MIT’s Bhatia Refocuses Spotlight on Gender Diversity in Biotech

Sangeeta Bhatia has been talking about the woeful lack of diversity in the life sciences and other high-tech industries since the late 1980s, when she was an undergraduate studying biomedical engineering at Brown University.

She thinks the situation is improving, but not nearly fast enough.

“I think the statistics are all getting better. What I like to say is that I’m just impatient with the slope of the line,” Bhatia (pictured above, left) says. “I have two young girls. I want it to be better already.”

Bhatia—an MIT professor, medical doctor, biomedical engineer, and biotech entrepreneur—is an advocate for women in science and engineering, and her long list of achievements have given her a platform to make her voice heard. Among them: she has co-founded three companies; developed innovative technologies such as functioning miniature human livers created using computer chip manufacturing techniques; and won awards such as the Lemelson-MIT Prize.

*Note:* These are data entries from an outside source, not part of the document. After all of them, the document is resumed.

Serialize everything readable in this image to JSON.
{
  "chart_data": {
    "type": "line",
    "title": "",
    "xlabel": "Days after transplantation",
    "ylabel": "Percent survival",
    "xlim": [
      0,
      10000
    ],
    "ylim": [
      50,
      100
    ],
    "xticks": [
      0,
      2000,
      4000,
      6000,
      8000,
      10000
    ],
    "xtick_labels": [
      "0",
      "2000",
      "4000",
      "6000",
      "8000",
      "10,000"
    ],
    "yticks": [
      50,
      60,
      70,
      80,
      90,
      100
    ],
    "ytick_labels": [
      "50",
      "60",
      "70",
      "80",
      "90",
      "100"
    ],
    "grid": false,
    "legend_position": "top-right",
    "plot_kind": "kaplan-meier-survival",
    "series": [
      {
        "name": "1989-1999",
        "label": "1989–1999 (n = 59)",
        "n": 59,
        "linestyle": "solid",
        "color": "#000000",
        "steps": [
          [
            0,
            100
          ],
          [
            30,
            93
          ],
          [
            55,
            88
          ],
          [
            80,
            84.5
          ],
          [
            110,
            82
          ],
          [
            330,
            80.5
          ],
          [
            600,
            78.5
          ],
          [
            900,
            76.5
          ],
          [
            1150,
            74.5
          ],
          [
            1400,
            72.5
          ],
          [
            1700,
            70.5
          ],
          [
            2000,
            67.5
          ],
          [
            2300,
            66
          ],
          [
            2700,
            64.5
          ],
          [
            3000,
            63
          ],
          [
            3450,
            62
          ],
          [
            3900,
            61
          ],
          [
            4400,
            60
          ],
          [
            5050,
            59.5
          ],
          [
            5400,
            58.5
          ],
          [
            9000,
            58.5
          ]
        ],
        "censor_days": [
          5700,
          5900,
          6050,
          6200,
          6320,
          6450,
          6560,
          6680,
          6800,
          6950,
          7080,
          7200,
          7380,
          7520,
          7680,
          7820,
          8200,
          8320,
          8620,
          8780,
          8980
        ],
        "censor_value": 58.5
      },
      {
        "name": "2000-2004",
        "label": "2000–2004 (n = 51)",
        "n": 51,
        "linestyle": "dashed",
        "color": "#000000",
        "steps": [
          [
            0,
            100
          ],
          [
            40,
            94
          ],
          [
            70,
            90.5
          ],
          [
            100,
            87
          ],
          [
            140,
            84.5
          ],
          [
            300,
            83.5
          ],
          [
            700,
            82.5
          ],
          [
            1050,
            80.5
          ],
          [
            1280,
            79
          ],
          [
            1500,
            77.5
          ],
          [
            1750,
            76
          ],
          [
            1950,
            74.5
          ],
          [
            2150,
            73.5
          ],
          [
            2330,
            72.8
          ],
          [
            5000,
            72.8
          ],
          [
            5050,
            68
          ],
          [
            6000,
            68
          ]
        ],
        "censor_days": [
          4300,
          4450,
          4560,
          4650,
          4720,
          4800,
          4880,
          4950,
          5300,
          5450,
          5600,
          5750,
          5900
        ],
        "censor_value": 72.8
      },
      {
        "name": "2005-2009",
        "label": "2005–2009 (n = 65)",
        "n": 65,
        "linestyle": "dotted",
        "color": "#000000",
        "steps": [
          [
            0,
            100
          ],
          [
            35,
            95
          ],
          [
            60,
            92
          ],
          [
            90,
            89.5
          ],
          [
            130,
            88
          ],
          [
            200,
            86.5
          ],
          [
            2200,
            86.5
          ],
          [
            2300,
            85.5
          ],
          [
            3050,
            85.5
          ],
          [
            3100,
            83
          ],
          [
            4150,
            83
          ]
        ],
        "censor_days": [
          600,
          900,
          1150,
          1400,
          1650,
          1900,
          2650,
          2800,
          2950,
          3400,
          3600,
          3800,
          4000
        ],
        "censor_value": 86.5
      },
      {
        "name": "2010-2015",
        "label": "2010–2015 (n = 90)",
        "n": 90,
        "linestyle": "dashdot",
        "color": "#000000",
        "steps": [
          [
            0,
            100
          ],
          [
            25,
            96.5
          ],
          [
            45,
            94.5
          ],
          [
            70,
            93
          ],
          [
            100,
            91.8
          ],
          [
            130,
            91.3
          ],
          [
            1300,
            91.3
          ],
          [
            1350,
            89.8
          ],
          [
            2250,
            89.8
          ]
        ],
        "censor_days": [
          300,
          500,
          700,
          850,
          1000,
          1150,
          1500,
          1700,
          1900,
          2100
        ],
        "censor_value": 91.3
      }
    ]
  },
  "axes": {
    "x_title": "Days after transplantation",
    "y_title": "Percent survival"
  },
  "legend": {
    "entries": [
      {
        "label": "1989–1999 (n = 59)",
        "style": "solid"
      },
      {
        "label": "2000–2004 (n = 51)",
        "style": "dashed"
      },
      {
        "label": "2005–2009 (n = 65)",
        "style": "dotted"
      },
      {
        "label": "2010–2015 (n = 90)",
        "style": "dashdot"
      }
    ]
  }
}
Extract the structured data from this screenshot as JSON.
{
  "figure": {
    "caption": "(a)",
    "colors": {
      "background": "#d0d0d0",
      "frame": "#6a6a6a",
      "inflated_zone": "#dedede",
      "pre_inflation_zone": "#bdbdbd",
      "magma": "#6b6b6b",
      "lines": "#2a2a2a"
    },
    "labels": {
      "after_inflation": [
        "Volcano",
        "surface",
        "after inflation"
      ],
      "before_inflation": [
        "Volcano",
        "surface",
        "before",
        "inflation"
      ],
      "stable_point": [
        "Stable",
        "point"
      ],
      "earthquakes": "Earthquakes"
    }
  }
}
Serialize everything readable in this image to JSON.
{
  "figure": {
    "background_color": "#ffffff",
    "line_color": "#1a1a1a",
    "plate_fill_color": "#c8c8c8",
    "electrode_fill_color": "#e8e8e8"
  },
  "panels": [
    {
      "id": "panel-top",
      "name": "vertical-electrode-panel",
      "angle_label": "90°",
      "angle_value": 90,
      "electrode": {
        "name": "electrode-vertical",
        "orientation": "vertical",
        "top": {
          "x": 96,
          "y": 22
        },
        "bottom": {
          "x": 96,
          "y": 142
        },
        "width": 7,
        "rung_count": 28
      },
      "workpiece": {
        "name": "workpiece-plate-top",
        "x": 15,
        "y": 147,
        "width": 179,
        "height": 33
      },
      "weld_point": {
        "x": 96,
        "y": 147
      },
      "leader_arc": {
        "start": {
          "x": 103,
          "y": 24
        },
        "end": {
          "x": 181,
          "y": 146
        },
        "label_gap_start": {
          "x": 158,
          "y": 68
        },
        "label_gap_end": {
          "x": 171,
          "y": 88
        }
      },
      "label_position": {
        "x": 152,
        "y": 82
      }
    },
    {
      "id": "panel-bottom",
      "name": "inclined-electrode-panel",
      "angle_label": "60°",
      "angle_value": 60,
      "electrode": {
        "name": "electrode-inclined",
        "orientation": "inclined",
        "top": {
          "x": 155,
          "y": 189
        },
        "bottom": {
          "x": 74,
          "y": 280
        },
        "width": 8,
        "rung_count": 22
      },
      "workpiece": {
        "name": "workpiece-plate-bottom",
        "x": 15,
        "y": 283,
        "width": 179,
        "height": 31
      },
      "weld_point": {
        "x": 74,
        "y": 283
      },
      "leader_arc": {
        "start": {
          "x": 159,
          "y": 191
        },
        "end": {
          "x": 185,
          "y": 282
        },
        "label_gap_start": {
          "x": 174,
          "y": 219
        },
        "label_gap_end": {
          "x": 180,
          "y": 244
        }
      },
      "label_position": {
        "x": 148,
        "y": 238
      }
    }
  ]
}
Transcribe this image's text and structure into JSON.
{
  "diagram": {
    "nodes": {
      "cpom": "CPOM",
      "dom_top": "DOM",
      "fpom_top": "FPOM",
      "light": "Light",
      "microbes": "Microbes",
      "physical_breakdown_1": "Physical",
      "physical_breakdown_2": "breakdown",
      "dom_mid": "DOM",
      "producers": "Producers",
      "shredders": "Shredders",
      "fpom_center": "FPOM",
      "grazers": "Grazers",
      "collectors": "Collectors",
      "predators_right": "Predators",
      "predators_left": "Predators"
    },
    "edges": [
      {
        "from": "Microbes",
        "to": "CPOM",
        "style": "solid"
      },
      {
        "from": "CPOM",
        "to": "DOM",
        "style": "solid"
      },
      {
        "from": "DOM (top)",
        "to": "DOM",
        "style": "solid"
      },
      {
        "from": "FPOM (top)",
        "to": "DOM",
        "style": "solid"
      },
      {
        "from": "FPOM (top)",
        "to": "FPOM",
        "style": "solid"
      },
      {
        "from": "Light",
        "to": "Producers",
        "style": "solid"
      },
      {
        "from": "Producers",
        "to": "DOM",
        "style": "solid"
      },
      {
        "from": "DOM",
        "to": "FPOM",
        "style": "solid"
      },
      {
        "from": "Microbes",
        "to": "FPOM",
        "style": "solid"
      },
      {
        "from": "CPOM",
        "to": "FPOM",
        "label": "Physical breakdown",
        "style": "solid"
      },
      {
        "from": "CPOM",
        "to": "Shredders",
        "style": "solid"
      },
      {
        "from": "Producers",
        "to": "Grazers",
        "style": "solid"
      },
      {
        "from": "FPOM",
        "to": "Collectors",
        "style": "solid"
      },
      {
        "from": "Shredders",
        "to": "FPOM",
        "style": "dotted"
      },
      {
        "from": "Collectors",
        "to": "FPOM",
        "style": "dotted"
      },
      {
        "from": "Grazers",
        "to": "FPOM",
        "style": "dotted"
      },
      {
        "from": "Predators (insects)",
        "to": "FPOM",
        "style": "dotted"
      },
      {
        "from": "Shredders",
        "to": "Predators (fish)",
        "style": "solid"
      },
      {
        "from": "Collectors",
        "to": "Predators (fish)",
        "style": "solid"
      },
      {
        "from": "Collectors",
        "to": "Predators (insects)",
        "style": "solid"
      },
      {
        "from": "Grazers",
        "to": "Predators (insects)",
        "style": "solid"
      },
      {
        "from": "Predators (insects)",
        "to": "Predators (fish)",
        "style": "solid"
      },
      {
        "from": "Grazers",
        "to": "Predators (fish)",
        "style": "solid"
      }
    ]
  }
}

Bhatia, the director of the 30-person Laboratory for Multiscale Regenerative Technologies at MIT, admits she sometimes feels uncomfortable in the limelight. “Science has a lot of mythmaking in it. The things that make me uncomfortable are that kind of mythmaking around a single person, because I actually really run a team.”

After some early publicity, she recalls saying to prolific biotech entrepreneur and MIT professor Bob Langer, “I just want to crawl under a rock. How do you do this?” He replied that it’s important for the public to read about science and engineering, and to understand what university researchers do, she says.

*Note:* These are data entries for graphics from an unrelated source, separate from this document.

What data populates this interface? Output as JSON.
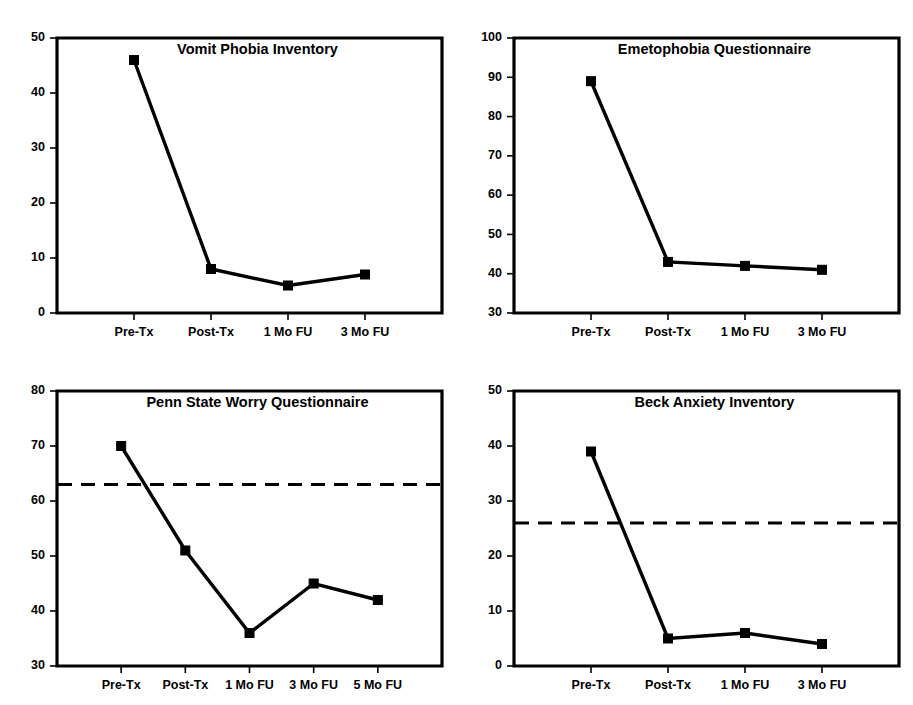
{
  "figure": {
    "background_color": "#ffffff",
    "ink_color": "#000000",
    "panel_count": 4
  },
  "chart_data": [
    {
      "id": "vpi",
      "type": "line",
      "title": "Vomit Phobia Inventory",
      "xlabel": "",
      "ylabel": "",
      "categories": [
        "Pre-Tx",
        "Post-Tx",
        "1 Mo FU",
        "3 Mo FU"
      ],
      "values": [
        46,
        8,
        5,
        7
      ],
      "ylim": [
        0,
        50
      ],
      "yticks": [
        0,
        10,
        20,
        30,
        40,
        50
      ],
      "ytick_labels": [
        "0",
        "10",
        "20",
        "30",
        "40",
        "50"
      ],
      "grid": false,
      "legend": "none",
      "marker": "square",
      "reference_line": null
    },
    {
      "id": "eq",
      "type": "line",
      "title": "Emetophobia Questionnaire",
      "xlabel": "",
      "ylabel": "",
      "categories": [
        "Pre-Tx",
        "Post-Tx",
        "1 Mo FU",
        "3 Mo FU"
      ],
      "values": [
        89,
        43,
        42,
        41
      ],
      "ylim": [
        30,
        100
      ],
      "yticks": [
        30,
        40,
        50,
        60,
        70,
        80,
        90,
        100
      ],
      "ytick_labels": [
        "30",
        "40",
        "50",
        "60",
        "70",
        "80",
        "90",
        "100"
      ],
      "grid": false,
      "legend": "none",
      "marker": "square",
      "reference_line": null
    },
    {
      "id": "pswq",
      "type": "line",
      "title": "Penn State Worry Questionnaire",
      "xlabel": "",
      "ylabel": "",
      "categories": [
        "Pre-Tx",
        "Post-Tx",
        "1 Mo FU",
        "3 Mo FU",
        "5 Mo FU"
      ],
      "values": [
        70,
        51,
        36,
        45,
        42
      ],
      "ylim": [
        30,
        80
      ],
      "yticks": [
        30,
        40,
        50,
        60,
        70,
        80
      ],
      "ytick_labels": [
        "30",
        "40",
        "50",
        "60",
        "70",
        "80"
      ],
      "grid": false,
      "legend": "none",
      "marker": "square",
      "reference_line": 63
    },
    {
      "id": "bai",
      "type": "line",
      "title": "Beck Anxiety Inventory",
      "xlabel": "",
      "ylabel": "",
      "categories": [
        "Pre-Tx",
        "Post-Tx",
        "1 Mo FU",
        "3 Mo FU"
      ],
      "values": [
        39,
        5,
        6,
        4
      ],
      "ylim": [
        0,
        50
      ],
      "yticks": [
        0,
        10,
        20,
        30,
        40,
        50
      ],
      "ytick_labels": [
        "0",
        "10",
        "20",
        "30",
        "40",
        "50"
      ],
      "grid": false,
      "legend": "none",
      "marker": "square",
      "reference_line": 26
    }
  ]
}
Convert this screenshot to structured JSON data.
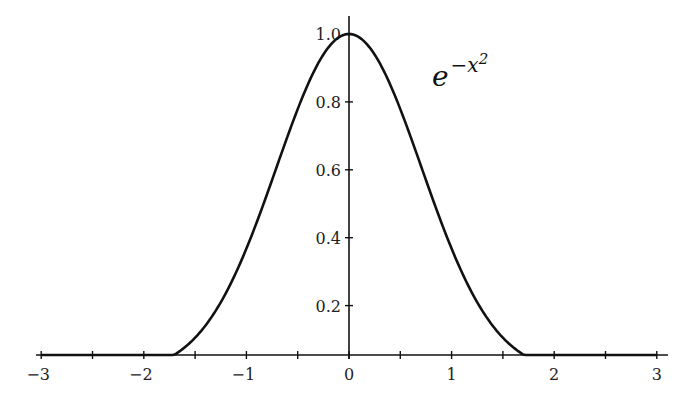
{
  "chart_data": {
    "type": "line",
    "title": "",
    "function_label": "e^{-x^2}",
    "label_base": "e",
    "label_exponent": "−x",
    "label_exponent_power": "2",
    "xlabel": "",
    "ylabel": "",
    "xlim": [
      -3,
      3
    ],
    "ylim": [
      0.026,
      1.05
    ],
    "x_ticks": [
      "−3",
      "−2",
      "−1",
      "0",
      "1",
      "2",
      "3"
    ],
    "y_ticks": [
      "0.2",
      "0.4",
      "0.6",
      "0.8",
      "1.0"
    ],
    "grid": false,
    "legend": null,
    "series": [
      {
        "name": "exp(-x^2)",
        "x": [
          -3,
          -2.5,
          -2,
          -1.5,
          -1,
          -0.5,
          0,
          0.5,
          1,
          1.5,
          2,
          2.5,
          3
        ],
        "values": [
          0.0001,
          0.0019,
          0.0183,
          0.1054,
          0.3679,
          0.7788,
          1.0,
          0.7788,
          0.3679,
          0.1054,
          0.0183,
          0.0019,
          0.0001
        ]
      }
    ]
  }
}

“The way I’ve gotten comfortable with it is to realize that it’s actually good for my trainees if I’m visible—to realize that it serves them to have people aware of the lab that they trained in,” Bhatia says. “And the other [way] is to try and make it so that the conversation serves this other goal, which I really care about, which is diversity.”

As the national conversation around diversity in high-tech industries has grown louder in the past couple of years, one thing Bhatia thinks hasn’t been discussed enough is why people should care.

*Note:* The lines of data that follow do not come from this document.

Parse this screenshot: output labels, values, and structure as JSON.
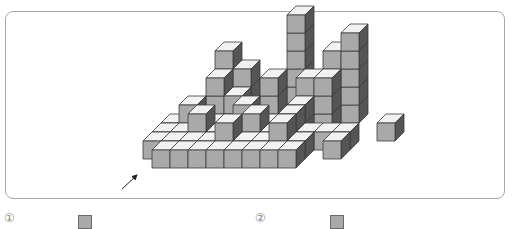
{
  "figure": {
    "cube_size": 18,
    "depth_dx": 9,
    "depth_dy": -9,
    "origin_x": 152,
    "origin_y": 150,
    "colors": {
      "front": "#a9a9a9",
      "top": "#f2f2f2",
      "side": "#555555",
      "edge": "#3a3a3a",
      "frame": "#a8a8a8"
    },
    "cubes": [
      {
        "c": 0,
        "d": 0,
        "h": 0
      },
      {
        "c": 1,
        "d": 0,
        "h": 0
      },
      {
        "c": 2,
        "d": 0,
        "h": 0
      },
      {
        "c": 3,
        "d": 0,
        "h": 0
      },
      {
        "c": 4,
        "d": 0,
        "h": 0
      },
      {
        "c": 5,
        "d": 0,
        "h": 0
      },
      {
        "c": 6,
        "d": 0,
        "h": 0
      },
      {
        "c": 7,
        "d": 0,
        "h": 0
      },
      {
        "c": -1,
        "d": 1,
        "h": 0
      },
      {
        "c": 0,
        "d": 1,
        "h": 0
      },
      {
        "c": 1,
        "d": 1,
        "h": 0
      },
      {
        "c": 2,
        "d": 1,
        "h": 0
      },
      {
        "c": 3,
        "d": 1,
        "h": 0
      },
      {
        "c": 4,
        "d": 1,
        "h": 0
      },
      {
        "c": 5,
        "d": 1,
        "h": 0
      },
      {
        "c": 6,
        "d": 1,
        "h": 0
      },
      {
        "c": 7,
        "d": 1,
        "h": 0
      },
      {
        "c": 3,
        "d": 1,
        "h": 1
      },
      {
        "c": 6,
        "d": 1,
        "h": 1
      },
      {
        "c": -1,
        "d": 2,
        "h": 0
      },
      {
        "c": 0,
        "d": 2,
        "h": 0
      },
      {
        "c": 1,
        "d": 2,
        "h": 0
      },
      {
        "c": 2,
        "d": 2,
        "h": 0
      },
      {
        "c": 3,
        "d": 2,
        "h": 0
      },
      {
        "c": 4,
        "d": 2,
        "h": 0
      },
      {
        "c": 5,
        "d": 2,
        "h": 0
      },
      {
        "c": 6,
        "d": 2,
        "h": 0
      },
      {
        "c": 7,
        "d": 2,
        "h": 0
      },
      {
        "c": 8,
        "d": 2,
        "h": 0
      },
      {
        "c": 9,
        "d": 2,
        "h": 0
      },
      {
        "c": 1,
        "d": 2,
        "h": 1
      },
      {
        "c": 4,
        "d": 2,
        "h": 1
      },
      {
        "c": 6,
        "d": 2,
        "h": 1
      },
      {
        "c": 9,
        "d": 1,
        "h": 0
      },
      {
        "c": 11,
        "d": 3,
        "h": 0
      },
      {
        "c": -1,
        "d": 3,
        "h": 0
      },
      {
        "c": 0,
        "d": 3,
        "h": 0
      },
      {
        "c": 1,
        "d": 3,
        "h": 0
      },
      {
        "c": 2,
        "d": 3,
        "h": 0
      },
      {
        "c": 3,
        "d": 3,
        "h": 0
      },
      {
        "c": 4,
        "d": 3,
        "h": 0
      },
      {
        "c": 5,
        "d": 3,
        "h": 0
      },
      {
        "c": 6,
        "d": 3,
        "h": 0
      },
      {
        "c": 0,
        "d": 3,
        "h": 1
      },
      {
        "c": 3,
        "d": 3,
        "h": 1
      },
      {
        "c": 6,
        "d": 3,
        "h": 1
      },
      {
        "c": 1,
        "d": 4,
        "h": 0
      },
      {
        "c": 2,
        "d": 4,
        "h": 0
      },
      {
        "c": 3,
        "d": 4,
        "h": 0
      },
      {
        "c": 4,
        "d": 4,
        "h": 0
      },
      {
        "c": 5,
        "d": 4,
        "h": 0
      },
      {
        "c": 6,
        "d": 4,
        "h": 0
      },
      {
        "c": 7,
        "d": 4,
        "h": 0
      },
      {
        "c": 1,
        "d": 4,
        "h": 1
      },
      {
        "c": 2,
        "d": 4,
        "h": 1
      },
      {
        "c": 4,
        "d": 4,
        "h": 1
      },
      {
        "c": 6,
        "d": 4,
        "h": 1
      },
      {
        "c": 7,
        "d": 4,
        "h": 1
      },
      {
        "c": 1,
        "d": 4,
        "h": 2
      },
      {
        "c": 4,
        "d": 4,
        "h": 2
      },
      {
        "c": 7,
        "d": 4,
        "h": 2
      },
      {
        "c": 6,
        "d": 4,
        "h": 2
      },
      {
        "c": 1,
        "d": 5,
        "h": 0
      },
      {
        "c": 1,
        "d": 5,
        "h": 1
      },
      {
        "c": 1,
        "d": 5,
        "h": 2
      },
      {
        "c": 1,
        "d": 5,
        "h": 3
      },
      {
        "c": 2,
        "d": 5,
        "h": 0
      },
      {
        "c": 2,
        "d": 5,
        "h": 1
      },
      {
        "c": 2,
        "d": 5,
        "h": 2
      },
      {
        "c": 5,
        "d": 5,
        "h": 0
      },
      {
        "c": 5,
        "d": 5,
        "h": 1
      },
      {
        "c": 5,
        "d": 5,
        "h": 2
      },
      {
        "c": 5,
        "d": 5,
        "h": 3
      },
      {
        "c": 5,
        "d": 5,
        "h": 4
      },
      {
        "c": 5,
        "d": 5,
        "h": 5
      },
      {
        "c": 7,
        "d": 5,
        "h": 0
      },
      {
        "c": 7,
        "d": 5,
        "h": 1
      },
      {
        "c": 7,
        "d": 5,
        "h": 2
      },
      {
        "c": 7,
        "d": 5,
        "h": 3
      },
      {
        "c": 8,
        "d": 5,
        "h": 0
      },
      {
        "c": 8,
        "d": 5,
        "h": 1
      },
      {
        "c": 8,
        "d": 5,
        "h": 2
      },
      {
        "c": 8,
        "d": 5,
        "h": 3
      },
      {
        "c": 8,
        "d": 5,
        "h": 4
      }
    ],
    "view_arrow": {
      "x1": 122,
      "y1": 189,
      "x2": 137,
      "y2": 175,
      "label": "view-direction"
    }
  },
  "options": [
    {
      "number": "①",
      "square_color": "#aaaaaa"
    },
    {
      "number": "②",
      "square_color": "#aaaaaa"
    }
  ]
}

“Of course, this is a matter of fairness and making the most out of our societal investments in education,” Bhatia says. “But if you also care about time-to-profitability and return on investment, it has been shown over and over again that [business] teams with women on them perform better. By a lot.”

There are a lot of ways to fail in biotech—a “risky, expensive, highly regulated business,” Bhatia says—so “success requires taking advantage of every possible creative solution.”

“Investing in diversity provides a tried and true competitive advantage that we simply can’t afford to leave on the table,” Bhatia says. “So, if I could change one thing about the current diversity discussion, it would be that having more diversity is good for the bottom line, not just a ‘nice to have.’”

The underrepresentation of women in high-tech industries—particularly in C-suites, board rooms, and venture capital offices—is not “just a pipeline issue, especially in the biological sciences, where there has been a robust talent pipeline for decades,” Bhatia says.

Unconscious biases and outright discrimination on the part of those doing the hiring or making investments play a role, Bhatia says. Another key contributor to the lack of gender parity—and a cause she says is not well understood—is when promising young women “opt out” of the industry or choose not to start companies.

There are a variety of factors that play into their decision. But Bhatia thinks she and her peers could help move the needle on gender diversity by more actively encouraging young women—particularly those at the PhD level—to become entrepreneurs.

“They’re at a really precarious age; they’re in their 20s, deciding what they want to do for the rest of their lives,” Bhatia says. “Virtually everyone I know that has achieved as a woman had someone at that critical time who said, ‘You can do this.’”

It sounds simple, but Bhatia thinks those conversations can make a huge difference—and they’re not happening often enough.

Bhatia says she is fortunate that she has had role models and supportive mentors throughout her life, beginning with

Author: Jeff Bauter Engel

Jeff, a former Xconomy editor, joined Xconomy from The Milwaukee Business Journal, where he covered manufacturing and technology and wrote about companies including Johnson Controls, Harley-Davidson and MillerCoors. He previously worked as the business and healthcare reporter for the Marshfield News-Herald in central Wisconsin. He graduated from Marquette University with a bachelor degree in journalism and Spanish. At Marquette he was an award-winning reporter and editor with The Marquette Tribune, the student newspaper. During college he also was a reporter intern for the Muskegon Chronicle and Grand Rapids Press in west Michigan.